Albert Alvarez, You Want Another One, 2016, acrylic on canvasboard, 8×10 inches. Courtesy the artist. Photo: Jenelle Esparza.

Other works include Mood’s inventive portraits and landscape which she rendered by stitching, Richard Armendariz’s paintings and woodcuts of animals and humans, Martínez’s precise and lively portraits, and Castillo’s photograph-fabric collages.

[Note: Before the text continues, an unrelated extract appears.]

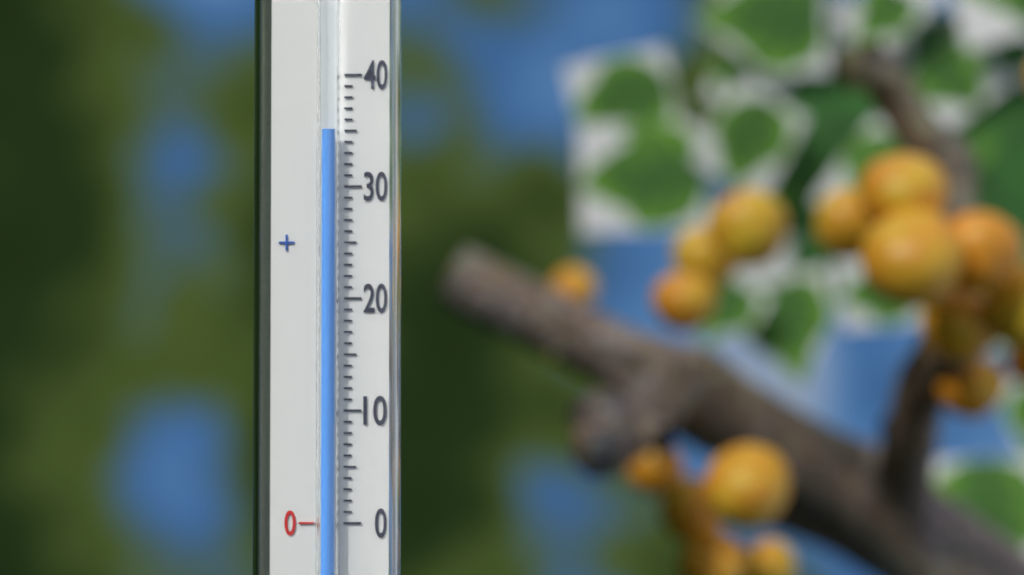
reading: 35 (no unit)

The work of Daniel Rios Rodriguez acts a bridge between the first and second constellations in Right Here, Right Now. He combines commonplace materials to create painterly abstractions that refuse to sit quietly in the realm of collage, assemblage, or sculpture. For example, in Egretta, he uses oil, Flashe, coal, foam, nails, wood, and found objects to create a bold, oblong composition of generalized forms that lean toward surreal landscape, totem, starburst/crown/explosion, and an egret. There is something undeniably magical about his combination of commonplace materials, found objects, and paint.

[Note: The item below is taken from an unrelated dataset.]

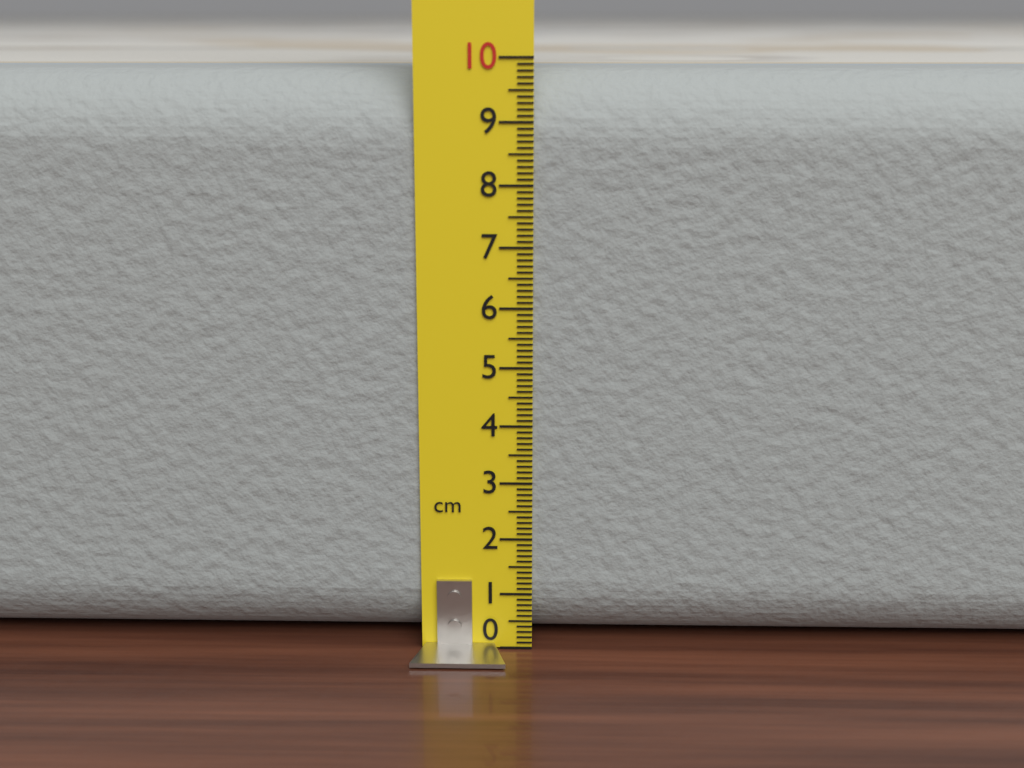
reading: 9.8 cm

Explorations of figure and ground—such as geometry, abstraction, absence/presence, and the body—draw connections among the exhibition’s second constellation of artists: Adriana Corral, Diana Kersey, Chuck Ramirez (1962–2010), and the collaborative duo Saintlorraine (Kristy Perez and Britt Lorraine).

For his Santos series, Ramirez created photographs that for some people might resemble gemstones, with their hints of geometry. I won’t give away all the fun, so you’ll have to do a little looking at and thinking about them on your own. But by eliminating some identifying information, they illuminate other ways of being and being recognized. Similarly, for his Words series from 2004, he placed bold colorful text on top of photographs to identify and influence the viewers understanding of an image (readers may also be interested to know that Tía Chuck: A Portrait of Chuck Ramirez, a feature-length film chronicling the life and work of Ramirez, premieres at Sala Diaz on May 5). Other topics in this constellation include human rights violations, the relationships between sculptural and functional ceramics, and “evidence of activity.”

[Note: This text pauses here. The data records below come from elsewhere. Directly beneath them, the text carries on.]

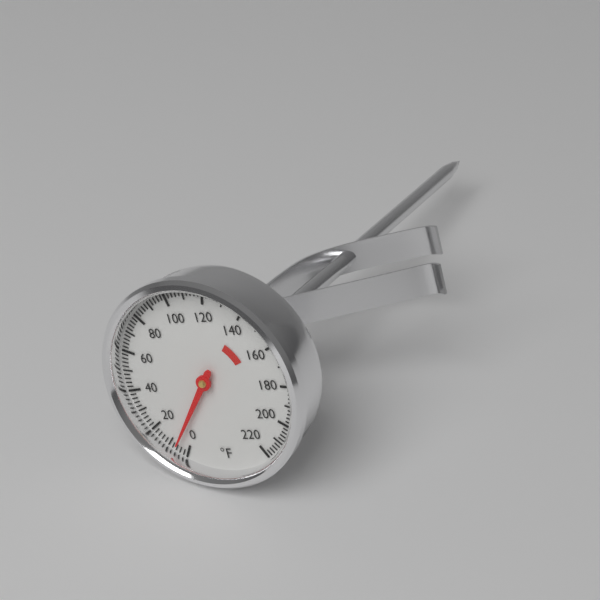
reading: 6 °F
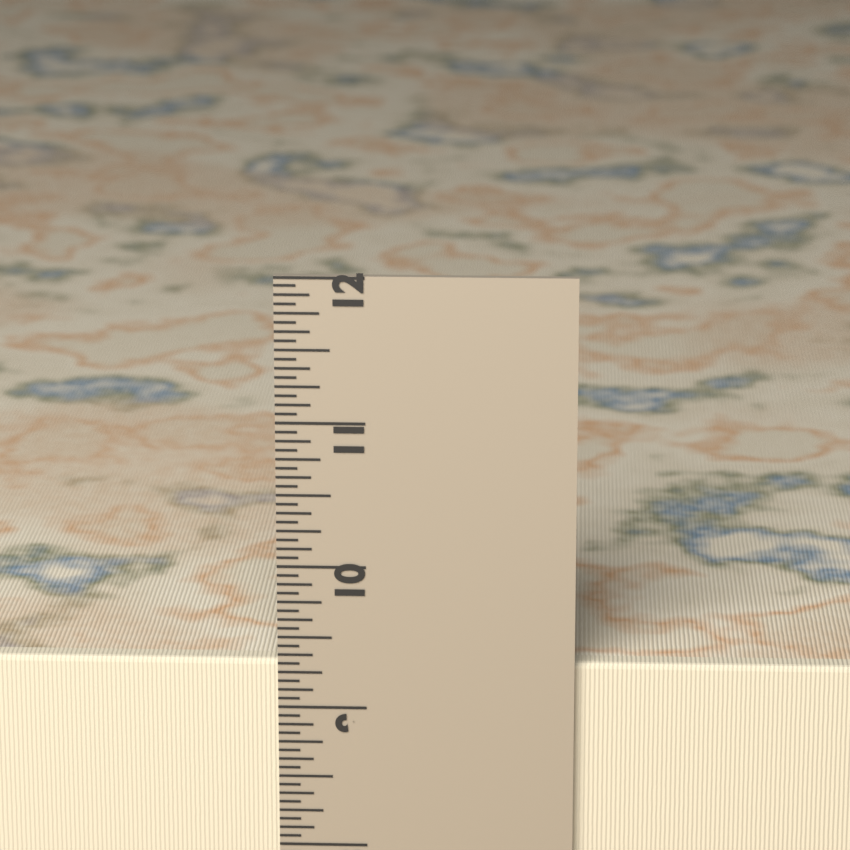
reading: 9.3125 in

Albert Alvarez, Julia Barbosa Landois, Christie Blizard, John Hernandez, Michael Martínez, and José Luis Rivera-Barrera are grouped as the third constellation, which looks at transformative identities. For example, the “glee and disorder” in Alvarez’s jam-packed paintings, the monster-like hybrids of Hernandez’s works, the suggestive imagery of Rivera-Barrera sculptures, and Martínez’s poem as argument for self-determination and identification. And for Serious Work, which she will present on April 28, Barbosa Landois performs the expectations of life as an artist punctuated by the realities of an artist’s life, including the myriad of communications, interruptions, and obligations that come with simultaneously being a mother, partner, and friend.

The other artists in this grouping could be seen as taking an empowered position on the subject of observation and passivity: Blizard’s dance party masks, the power of the female protagonist in a video by collaborating artists Lisette Chavez and Audrya Flores, and Ana Fernandez’s paintings of San Antonio’s communities and creative enterprise.

On the whole, it seems that each artist’s works could be viewed as a record—a documentation of sorts—of various important and impressionable personal moments, whether ones they are trying to remember, forget, or create. But these aren’t fantastical musings on what could or couldn’t be: Instead, as Daderko wrote, they spark a conversation for viewers, asking “is this?” Is this possible? Forgettable? Changeable? They generously and courageously confront, and ask us to recognize, their lived experiences—right here, right now.